JoAnn Brenner Carpenter, age 84, a Corpus Christi resident for more than 65 years who was a teacher and guidance counselor here for more than 37 years, died Wednesday, February 3, after a long illness. She was born in San Antonio in 1932 to the late Henry and Esther Brenner.
She attended Jefferson High School in San Antonio and served on the school’s girl lassos, an entertainment marching group.
In Corpus Christi, she will be especially remembered by many former second-graders at Carroll Lane Elementary School (now Mary Helen Berlanga Elementary) and by hundreds of high school students for whom she served as a guide on visits to several nations, including, France, Germany, Portugal, Australia and China as part of the Corpus Christi Independent School District’s “People to People” program in the 1970’s and 1980’s.
In addition to the regular Carroll Lane school program, she organized a Carroll Lane second grade ukulele band which performed for student events. For years after leaving Carroll Lane School she was delighted to be recognized by her now-grown former students still remembering their ukulele days at Carroll Lane.
JoAnn enrolled at TCU as an art major in 1948. There she met journalism major C. W. Carpenter when they were members of an ice skating club. When Carpenter graduated in 1950, JoAnn dropped out of TCU and followed him to Corpus Christi. They married two weeks later and she entered A & I Kingsville in January 1951, graduating with a teacher’s degree. Later she took a master’s degree at A & I.
After finalizing her master’s degree at A & I, she became a school guidance counselor in Corpus Christi. She eventually served consecutively in that capacity in every local high school at the time of her service.
The Carpenters’ son, John David Carpenter, was born in 1954. Other survivors include a brother, Aubrey Brenner, of Valparaiso, FL; his two children, Ruth Ann of Salt Lake, Utah and Mary Lynn of Panama City, FL, and several nieces and nephews.
JoAnn was active in Little Theatre Corpus Christi for several years and received a number of “Sammy Awards”, including for Best Supporting Actress in “The Mousetrap” in 1972 and in “Critics Choice” in 1980.
She was active in the League of Women Voters, as well an active member of a scrabble club and The Red Hat Club, a social group. She retired from the school district service in 1989.
JoAnn was a long-time bird watcher and for many years was an ardent fisherwoman in local salt water and fly fishing in the mountains of New Mexico, Colorado and Oregon.
In 2014 she was stricken with a neurological problem for which she sought help from doctors in Corpus Christi, San Antonio, Houston and New Orleans. Her problems resembled Parkinson’s disease, but no Parkinson’s diagnosis was ever received. Frequent falls related to the neurological problem resulted in a fractured pelvis, followed a year later by a broken hip. Before recovering from these events she developed an abdominal infection from which she never recovered.
JoAnn loved animals, keeping both pet dogs and cats much of her life, and alley cats found her to be ready protector. As a young child, she said her first cat named Willie, slept in her bed. Her final pet is a big alley cat called BeBe, which survives her.
Visitation with the family will be held at Memory Gardens Funeral Home on Tuesday, February 9, 2016 at 1:00 p.m., with a Chapel Service to follow at 2:00 p.m. Interment will follow at Memory Gardens Cemetery.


# Task to carry out:
Leave out the pictures and restate every entry word for word.

# Exercise data:
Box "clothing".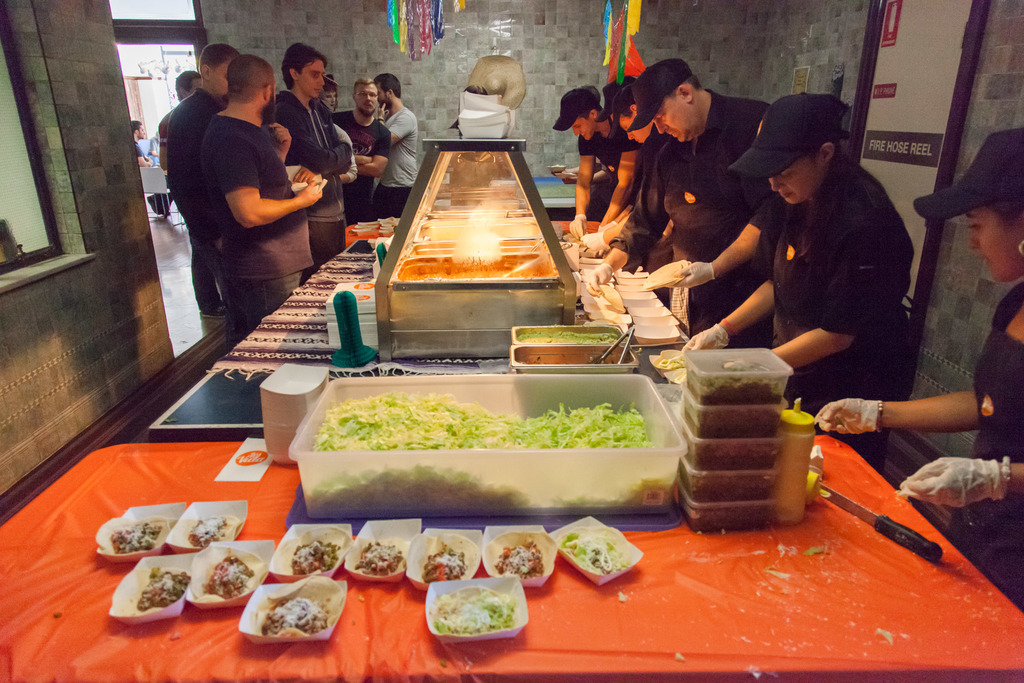
{"left": 215, "top": 107, "right": 316, "bottom": 342}.
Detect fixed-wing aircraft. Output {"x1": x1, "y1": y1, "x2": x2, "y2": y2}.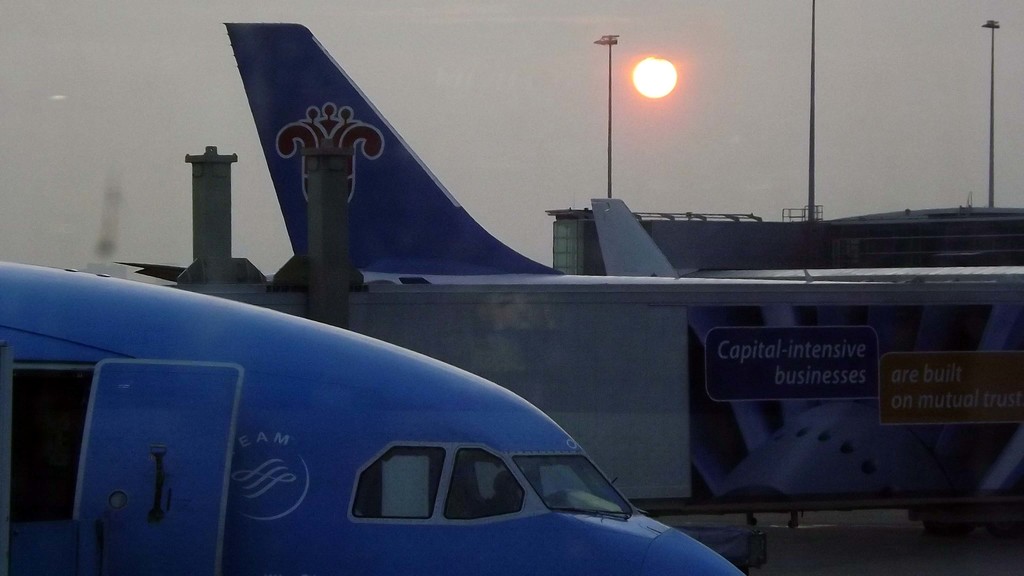
{"x1": 114, "y1": 15, "x2": 1023, "y2": 510}.
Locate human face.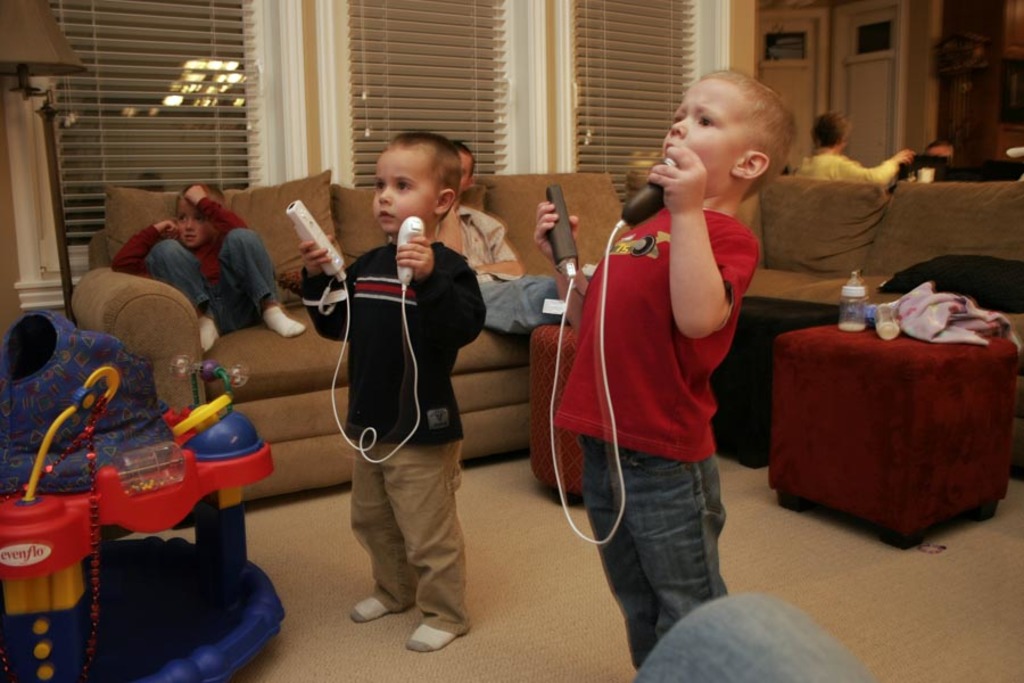
Bounding box: <bbox>380, 148, 444, 222</bbox>.
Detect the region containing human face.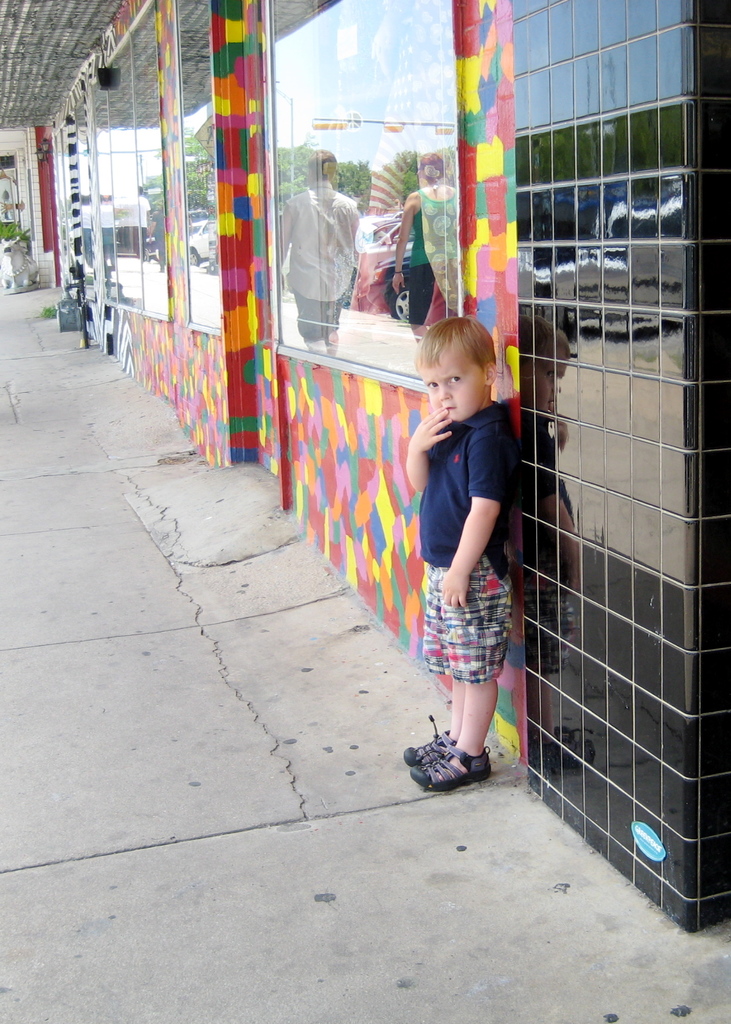
[424, 356, 494, 419].
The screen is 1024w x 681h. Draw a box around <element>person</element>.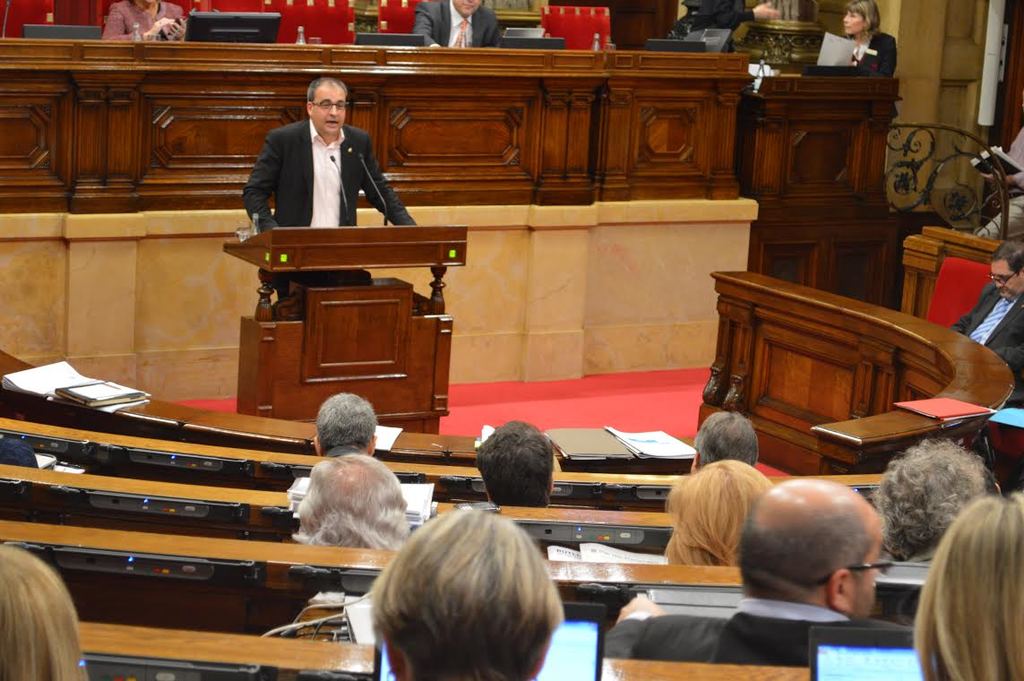
region(916, 487, 1023, 680).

# Solved exercise:
Box "clothing".
{"left": 215, "top": 107, "right": 316, "bottom": 342}.
Detect fixed-wing aircraft. Output {"x1": x1, "y1": y1, "x2": x2, "y2": y2}.
{"x1": 114, "y1": 15, "x2": 1023, "y2": 510}.
Locate human face.
Bounding box: <bbox>380, 148, 444, 222</bbox>.
Detect the region containing human face.
[424, 356, 494, 419].
The screen is 1024w x 681h. Draw a box around <element>person</element>.
region(916, 487, 1023, 680).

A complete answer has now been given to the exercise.